Have you ever heard about the Fairy Circle Mystery? No? Well scientists have found a new expanation for this weird earth phenomenon!
Science is a never ending road and each time a scientist believes he’s solved a mystery, someone else comes up with another explanation.
This is exactly the case for the mysterious fairy circles, these bare and circular patches of land ringed by a border of tall grasses and freckling the landscape from Angola to South Africa. As previously published on this blog, a researcher claimed that termites were responsible for the formation of the these mystery circles.
Now, there’s a new hypothesis. It is published in PLOS ONE and argues that competition between plants is responsible for these weird circular formations.
In other words, plants compete for resources belowground, and some don’t survive. When weaker grass dies, its absence facilitates growth of neighboring plants. The vegetation gap expands until it reaches a size that limits competition between grasses.
But how to explain why these circles do not occur under very dry climates?
The circles do not appear further west in Namibia, where it’s even drier. This suggests that they are dependent on a certain balance of not-too-much but not-too-little rainfall. Because the circles occur only over this narrow range of rainfall, short-term changes in precipitation may cause the circles to appear and disappear.
Is the case closed?
Not quite. To definitively prove the culprit, researchers will need to go into the field and tinker with fairy circle variables such as moisture and soil chemistry. For now, the mystery still endures.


- _Work task_: Nothing but the lines from the one containing "Click and drag to select clothing." through the end of the entries should be set down, each exactly as written.

(Data extracted from a collection)
▶

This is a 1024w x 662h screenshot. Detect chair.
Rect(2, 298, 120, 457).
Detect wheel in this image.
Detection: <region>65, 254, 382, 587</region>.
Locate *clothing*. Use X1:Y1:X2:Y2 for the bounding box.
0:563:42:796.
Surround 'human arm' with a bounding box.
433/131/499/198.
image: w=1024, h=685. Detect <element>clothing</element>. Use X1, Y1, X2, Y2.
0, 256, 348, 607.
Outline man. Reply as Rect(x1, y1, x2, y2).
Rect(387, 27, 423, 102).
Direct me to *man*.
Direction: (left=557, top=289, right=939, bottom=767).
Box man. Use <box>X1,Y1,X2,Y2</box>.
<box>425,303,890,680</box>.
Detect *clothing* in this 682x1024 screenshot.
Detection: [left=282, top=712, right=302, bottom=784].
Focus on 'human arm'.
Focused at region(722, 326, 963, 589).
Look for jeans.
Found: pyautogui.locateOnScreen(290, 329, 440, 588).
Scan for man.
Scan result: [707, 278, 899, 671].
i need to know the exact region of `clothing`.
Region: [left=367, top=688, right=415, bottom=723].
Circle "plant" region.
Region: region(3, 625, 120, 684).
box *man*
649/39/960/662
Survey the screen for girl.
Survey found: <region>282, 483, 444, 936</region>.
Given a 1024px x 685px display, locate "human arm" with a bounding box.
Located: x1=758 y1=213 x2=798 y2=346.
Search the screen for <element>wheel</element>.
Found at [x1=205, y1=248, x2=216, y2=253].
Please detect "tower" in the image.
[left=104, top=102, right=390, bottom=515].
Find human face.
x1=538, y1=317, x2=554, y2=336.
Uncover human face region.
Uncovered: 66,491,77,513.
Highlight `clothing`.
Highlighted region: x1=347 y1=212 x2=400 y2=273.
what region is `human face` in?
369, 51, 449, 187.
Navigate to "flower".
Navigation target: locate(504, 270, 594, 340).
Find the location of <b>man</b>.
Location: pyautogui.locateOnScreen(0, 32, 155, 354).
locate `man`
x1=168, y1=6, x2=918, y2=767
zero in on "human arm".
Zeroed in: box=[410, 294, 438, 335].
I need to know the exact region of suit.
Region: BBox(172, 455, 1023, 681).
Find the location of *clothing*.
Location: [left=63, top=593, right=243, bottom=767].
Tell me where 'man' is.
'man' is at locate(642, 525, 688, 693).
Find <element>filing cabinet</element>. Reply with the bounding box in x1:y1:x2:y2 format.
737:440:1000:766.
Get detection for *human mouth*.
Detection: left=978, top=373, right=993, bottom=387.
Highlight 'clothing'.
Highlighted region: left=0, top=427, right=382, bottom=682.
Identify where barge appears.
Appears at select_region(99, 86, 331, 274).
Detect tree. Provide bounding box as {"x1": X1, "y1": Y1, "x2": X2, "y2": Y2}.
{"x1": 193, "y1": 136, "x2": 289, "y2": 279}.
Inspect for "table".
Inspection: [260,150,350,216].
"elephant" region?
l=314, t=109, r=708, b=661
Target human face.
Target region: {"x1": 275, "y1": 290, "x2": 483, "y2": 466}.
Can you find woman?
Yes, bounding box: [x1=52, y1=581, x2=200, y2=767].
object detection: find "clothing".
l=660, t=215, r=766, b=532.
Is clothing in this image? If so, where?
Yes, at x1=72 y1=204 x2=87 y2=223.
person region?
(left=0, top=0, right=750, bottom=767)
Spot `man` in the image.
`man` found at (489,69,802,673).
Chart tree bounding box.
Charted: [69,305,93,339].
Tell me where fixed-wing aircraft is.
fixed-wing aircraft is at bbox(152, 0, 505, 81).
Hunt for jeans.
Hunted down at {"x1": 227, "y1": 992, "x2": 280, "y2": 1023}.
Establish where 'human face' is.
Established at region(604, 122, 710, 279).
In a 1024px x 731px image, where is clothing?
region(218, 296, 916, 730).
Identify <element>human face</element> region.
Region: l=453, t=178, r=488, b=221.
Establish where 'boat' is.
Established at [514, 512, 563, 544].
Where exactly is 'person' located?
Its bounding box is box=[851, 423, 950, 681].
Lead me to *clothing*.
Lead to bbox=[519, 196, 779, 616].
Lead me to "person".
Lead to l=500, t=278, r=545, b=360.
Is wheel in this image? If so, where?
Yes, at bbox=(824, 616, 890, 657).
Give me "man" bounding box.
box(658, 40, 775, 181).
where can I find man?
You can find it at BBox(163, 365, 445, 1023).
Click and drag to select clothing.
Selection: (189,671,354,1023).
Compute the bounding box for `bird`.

◀

- _Answer section_:
Click and drag to select clothing.
Selection: (189,671,354,1023).
Compute the bounding box for `bird`.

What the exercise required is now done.